All in the family way

A sermon for the First Sunday after Christmas Day, 2021. Our services remain online at this time.

What does it mean to you to have been adopted as the child of God? As a child, and as an adopted child myself, I heard Paul’s words quite literally: that God had chosen, contracted, covenanted to make me a part of God’s family, a child with God’s name; a child welcome in God’s home. (Galatians 3:23-25; 4:4-7)

But John talks about this relationship, too. What does it mean to you to have been reborn, not of flesh but of the will of God – not as children adopted only but as children recreated and remade in God’s image? (John 1:1-18)

And then there is the vision of Isaiah. What does it mean to you for God to clothe you as a bridegroom, to adorn you as a bride, to prepare you for such intimacy and joy that we cannot imagine beginning to imagine with the almighty God? (Isaiah 61:10-62:3)

It seems as though the depth and strength and sheer closeness of God’s love for us defies any single image of relationship that we can dredge up and dress in poetic language. God is our father and our mother and our lover. 

And then, and then, God became flesh, and dwelt among us. If we cannot imagine ourselves as God’s bridegroom, as God’s bride, as God’s born and bloody infant, how much more impossible to understand that God chose to become a child of human conception and birth, to live as one of us, so that through his humanity and his glory we have received grace upon grace?

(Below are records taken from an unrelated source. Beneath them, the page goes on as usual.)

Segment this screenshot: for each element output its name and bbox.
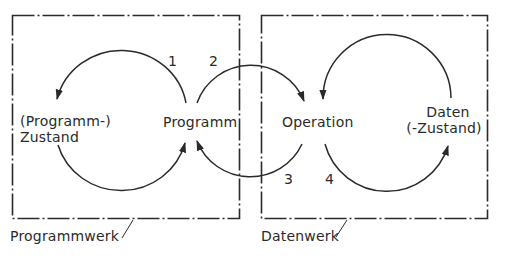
node-daten-zustand-line1: Daten (400, 104, 488, 120)
arrow-4-operation-to-daten (325, 144, 448, 191)
node-programm-zustand-line1: (Programm-) (20, 113, 100, 129)
step-label-2: 2 (209, 53, 218, 69)
arrow-2-programm-to-operation (197, 65, 304, 103)
arrow-daten-to-operation (323, 34, 451, 99)
datenwerk-label: Datenwerk (261, 228, 339, 244)
node-operation: Operation (282, 114, 353, 130)
step-label-3: 3 (284, 171, 293, 187)
programmwerk-label: Programmwerk (10, 228, 119, 244)
node-programm-zustand: (Programm-) Zustand (20, 113, 100, 145)
node-daten-zustand: Daten (-Zustand) (400, 104, 488, 136)
arrow-zustand-to-programm (58, 143, 185, 191)
node-programm: Programm (163, 114, 237, 130)
node-programm-zustand-line2: Zustand (20, 129, 100, 145)
step-label-4: 4 (325, 171, 334, 187)
programmwerk-leader (122, 220, 133, 238)
step-label-1: 1 (168, 53, 177, 69)
arrow-1-programm-to-zustand (57, 50, 186, 103)
node-daten-zustand-line2: (-Zustand) (400, 120, 488, 136)
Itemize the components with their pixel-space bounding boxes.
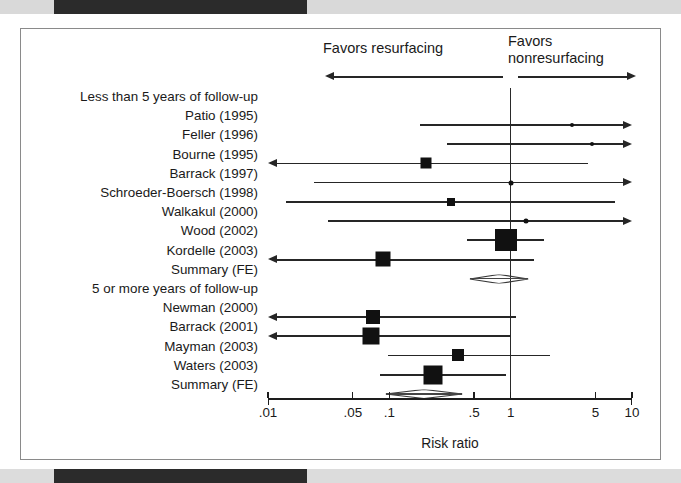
study-row-label: Mayman (2003) xyxy=(8,340,258,353)
study-row-label: Barrack (1997) xyxy=(8,167,258,180)
summary-row-label: Summary (FE) xyxy=(8,263,258,276)
summary-row-label: Summary (FE) xyxy=(8,378,258,391)
favors-nonresurfacing-label-line1: Favors xyxy=(508,33,552,50)
study-label-column: Less than 5 years of follow-upPatio (199… xyxy=(8,0,258,483)
study-row-label: Kordelle (2003) xyxy=(8,244,258,257)
study-row-label: Patio (1995) xyxy=(8,109,258,122)
study-row-label: Wood (2002) xyxy=(8,224,258,237)
group-heading-label: Less than 5 years of follow-up xyxy=(8,90,258,103)
study-row-label: Bourne (1995) xyxy=(8,148,258,161)
study-row-label: Barrack (2001) xyxy=(8,320,258,333)
favors-nonresurfacing-label-line2: nonresurfacing xyxy=(508,50,604,67)
study-row-label: Walkakul (2000) xyxy=(8,205,258,218)
study-row-label: Newman (2000) xyxy=(8,301,258,314)
group-heading-label: 5 or more years of follow-up xyxy=(8,282,258,295)
study-row-label: Waters (2003) xyxy=(8,359,258,372)
study-row-label: Schroeder-Boersch (1998) xyxy=(8,186,258,199)
study-row-label: Feller (1996) xyxy=(8,128,258,141)
favors-resurfacing-label: Favors resurfacing xyxy=(323,40,443,57)
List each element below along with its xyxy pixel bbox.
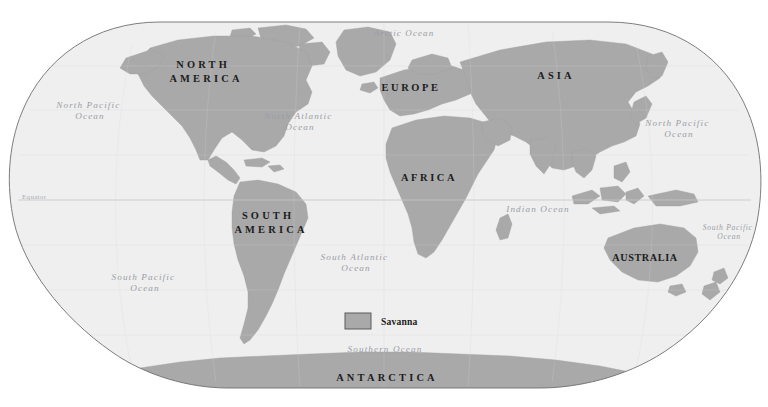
continent-label-asia: ASIA <box>537 70 575 81</box>
continent-label-europe: EUROPE <box>382 82 441 93</box>
world-map-figure: Equator Arctic Ocean North Pacific Ocean… <box>0 0 768 407</box>
ocean-label-arctic-ocean: Arctic Ocean <box>373 28 435 38</box>
ocean-label-indian-ocean: Indian Ocean <box>505 204 569 214</box>
legend-swatch-savanna <box>345 313 371 329</box>
continent-label-africa: AFRICA <box>401 172 457 183</box>
continent-label-australia: AUSTRALIA <box>612 252 677 263</box>
legend-label-savanna: Savanna <box>381 316 418 327</box>
equator-label: Equator <box>22 193 47 201</box>
map-legend: Savanna <box>345 313 418 329</box>
ocean-label-southern-ocean: Southern Ocean <box>348 344 423 354</box>
continent-label-antarctica: ANTARCTICA <box>336 372 438 383</box>
world-map-svg: Equator Arctic Ocean North Pacific Ocean… <box>0 0 768 407</box>
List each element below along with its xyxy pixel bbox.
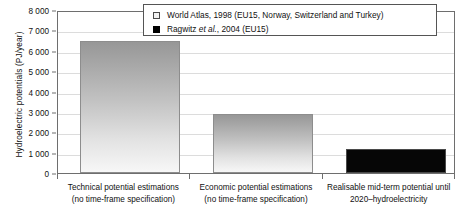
y-axis-tick-mark [52, 112, 56, 113]
y-axis-tick-label: 7 000 [29, 27, 50, 36]
x-axis-tick-mark [322, 174, 323, 179]
legend-label: World Atlas, 1998 (EU15, Norway, Switzer… [167, 10, 383, 20]
y-axis-tick-label: 6 000 [29, 47, 50, 56]
x-axis-tick-mark [57, 174, 58, 179]
x-axis-category-label: Technical potential estimations (no time… [57, 182, 190, 214]
bar-chart: Hydroelectric potentials (PJ/year) 8 000… [0, 0, 468, 216]
x-axis-category-line2: 2020–hydroelectricity [323, 194, 454, 206]
y-axis-tick-label: 1 000 [29, 149, 50, 158]
legend-label-text: World Atlas, 1998 (EU15, Norway, Switzer… [167, 10, 383, 20]
x-axis-category-line2: (no time-frame specification) [58, 194, 189, 206]
y-axis-tick-mark [52, 11, 56, 12]
x-axis-tick-mark [454, 174, 455, 179]
y-axis-tick-label: 0 [44, 170, 49, 179]
y-axis-tick-label: 3 000 [29, 108, 50, 117]
y-axis-tick-mark [52, 133, 56, 134]
bar-economic-potential [213, 114, 313, 173]
x-axis-ticks [57, 174, 455, 180]
y-axis-tick-mark [52, 51, 56, 52]
bar-series [58, 12, 454, 173]
y-axis-tick-label: 8 000 [29, 7, 50, 16]
y-axis-tick-label: 4 000 [29, 88, 50, 97]
x-axis-labels: Technical potential estimations (no time… [57, 182, 455, 214]
legend-entry-world-atlas: World Atlas, 1998 (EU15, Norway, Switzer… [153, 9, 436, 21]
legend-label: Ragwitz et al., 2004 (EU15) [167, 24, 268, 34]
bar-technical-potential [80, 41, 180, 173]
x-axis-category-line1: Technical potential estimations [68, 183, 179, 192]
bar-realisable-potential [346, 149, 446, 174]
legend-label-text-post: , 2004 (EU15) [217, 24, 269, 34]
y-axis-tick-mark [52, 92, 56, 93]
y-axis-tick-mark [52, 174, 56, 175]
y-axis-tick-mark [52, 153, 56, 154]
x-axis-category-label: Realisable mid-term potential until 2020… [322, 182, 455, 214]
legend-label-italic: et al. [199, 24, 217, 34]
x-axis-category-line1: Realisable mid-term potential until [327, 183, 450, 192]
y-axis-tick-mark [52, 72, 56, 73]
x-axis-category-label: Economic potential estimations (no time-… [190, 182, 323, 214]
legend-entry-ragwitz: Ragwitz et al., 2004 (EU15) [153, 23, 436, 35]
legend-swatch-grey-square-icon [153, 12, 160, 19]
y-axis-labels: 8 000 7 000 6 000 5 000 4 000 3 000 2 00… [0, 0, 57, 175]
legend-label-text-pre: Ragwitz [167, 24, 199, 34]
y-axis-tick-label: 5 000 [29, 68, 50, 77]
x-axis-category-line2: (no time-frame specification) [191, 194, 322, 206]
legend-swatch-black-square-icon [153, 26, 160, 33]
legend: World Atlas, 1998 (EU15, Norway, Switzer… [143, 4, 437, 36]
y-axis-tick-label: 2 000 [29, 129, 50, 138]
y-axis-tick-mark [52, 31, 56, 32]
x-axis-category-line1: Economic potential estimations [200, 183, 313, 192]
x-axis-tick-mark [189, 174, 190, 179]
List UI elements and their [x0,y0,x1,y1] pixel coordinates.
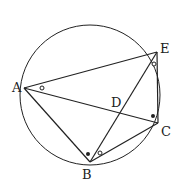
point-label-D: D [111,96,121,109]
angle-mark-E-open [152,62,156,66]
geometry-diagram: A E C B D [0,0,180,191]
point-label-A: A [12,81,21,94]
point-label-B: B [82,168,92,181]
diagram-canvas [0,0,180,191]
point-label-C: C [161,125,171,138]
angle-mark-C-dot [151,114,155,118]
point-label-E: E [160,42,170,55]
angle-mark-B-open [98,151,102,155]
segment-AB [24,88,90,162]
angle-mark-A-open [40,86,44,90]
circumcircle [20,25,160,165]
segment-AC [24,88,158,123]
segment-AE [24,52,157,88]
segment-EC [157,52,158,123]
segment-BE [90,52,157,162]
angle-mark-B-dot [86,152,90,156]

Whatever we make of Christmas, of the Feast of the Incarnation of Jesus Christ; when we dare to look directly at what God has done, it is staggering. It is more outlandish than angels and guiding stars and virgin births. It is something only God could have imagined to do. It is not something we would have dared to claim, but it is what God, through Jesus Christ, has invited us into.

To be adopted, reborn, married into, to take the family name of Christ, to become a Christian, as we talked about a few short days ago, means something. Christian, little Christ, child and sibling and friend of Jesus; to share in his name is a responsibility, and a gift, and a charge.

It is a charge to live as those who are free to live with grace and truth, not pride, not greed for power or profit, but grace to love those whom God has placed before us, and truth to recognize the image of God within them.

Not one thing came into being without the Word of God; not one child, not one person. To live into the family name of Christian means to live with them all.

The refugee and the reprobate, the sinner and the sullen, the arrogant and the ignorant: God grant us patience; the needful and the lonely, all are ours to love as Christ has loved us, not as a disciplinarian, but as lover, a parent, a companion in the way.

To be born among us, to become as one of us: how better could Christ exemplify the lengths to which love is called to go for God and for our neighbours, even for our enemies? Peace on earth, goodwill to all whom God has made …

And yes, there are sometimes family feuds and rifts and family members who need some boundaries and not everything can be solved with a kind word. There are times when we do not recognize what on earth is going on with one particular image of God or another. God knows, having dealt with enough of us who fail to live up to the family name on the regular.

Yet as a mother’s heart is burdened by the love of her child and a bridegroom’s heart aches for reconciliation with his bride (or a bride for her bride), and a father longs to reach into his infant’s mind and plant in it the knowledge that you, child, are beloved; that you, child, are my own; so God does not turn away from us, even at the cross, nor even at the manger.

And yes, sometimes it seems too much even to contemplate, busy as we are with the cooking and the cleaning and the cat litter boxes, the simple act of making ends meet, the not-always-simple act of putting one foot before the other; and yet to be born as one of us, to become flesh and live among us, sharing our burdens and our joy: how better could God exemplify to us the lengths that love will go to?

There is more to be said, but a new year is coming and God willing, we have time. In the meantime, in this mean time, we can do little more than wonder at the ludicrous love of God, who is beyond and above all that is created, coming to be with us after all.

Who would have thought it; who could believe it? And yet this is our testimony: that “the Word became flesh and lived among us, and …from his fullness we have all received, grace upon grace.”

“Grant [therefore] that this light, enkindled in our hearts, may shine forth in our lives; through Jesus Christ,” born anew among us and growing within us. Amen.

About Rosalind C Hughes

Rosalind C Hughes is a priest and author living near the shores of Lake Erie. After growing up in England and Wales, and living briefly in Singapore, she is now settled in Ohio. She serves an Episcopal church just outside Cleveland. Rosalind is the author of A Family Like Mine: Biblical Stories of Love, Loss, and Longing , and Whom Shall I Fear? Urgent Questions for Christians in an Age of Violence, both from Upper Room Books. She loves the lake, misses the ocean, and is finally coming to terms with snow.